Garrett Morgan might not have discovered 300 uses for peanuts, but he is responsible for several inventions — a hair straightener (he used it on his own hair), a smoke hood that would evolve into the modern-day gas mask and the traffic signal are the most notable. Morgan, who was born in 1877 in Kentucky but later moved to Cleveland, would often travel with a white partner who would take credit for the inventions in order to make his product more marketable. He sold the rights to his traffic signal to GE for $50,000. He died at the age of 86 in 1963.

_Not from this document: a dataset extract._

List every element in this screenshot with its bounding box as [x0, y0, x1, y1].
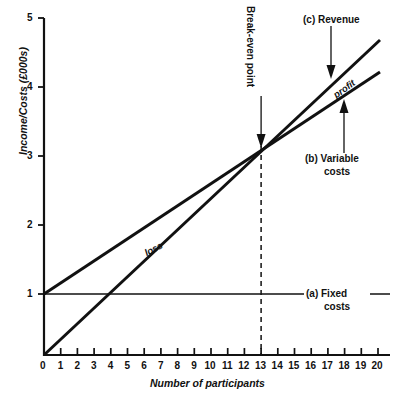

This concludes your daily dose of BHM.

Katherine Dunham

A daily Black History Month fact that has nothing to do with George Washington Carver, MLK, Jr., or Harriet Tubman. Promise!

katherine-dunham.jpg

Katherine Dunham was a dancer, choreographer, actress who performed in Broadway's Cabin in the Sky and in like movies Star Spangled Rhythm (1941), Pardon My Sarong (1942), and the black musical, Stormy Weather (1943). In 1945, Dunham opened a dance and theater school, where she taught a young Eartha Kitt, James Dean, Shelly Winters, and Warren Beatty, among others. Despite her dedication to dance, Dunham was also outspoken about civil rights — she once refused to sign a Hollywood studio contract after execs requested she replace some of the darker members of her company and she frequently refused to play at venues that did not allow blacks. At the age of 82, she went on a 47-day hunger strike to protest the U.S.'s policy to repatriate Haitian refugees. Dunham, who was also a writer and anthropologist, died in May of 2006 at the age of 97.

This concludes your daily dose of BHM.

charlesrdrew.jpgA daily Black History Month fact that has nothing to do with George Washington Carver, MLK, Jr., or Harriet Tubman. Promise!

Ever heard of Dr. Charles Richard Drew? Born in Washington, DC, in 1904, he was the physician who invented the process for storing and preserving blood in blood banks. He established the American Red Cross blood blank and organized the first world-wide blood bank drive. His innovations were used extensively for the first time during WWII, and the techniques he developed are still in use today. After the war, he served as the chair of surgery at Howard University until his death in 1950.

This concludes your daily dose of BHM. Carry on.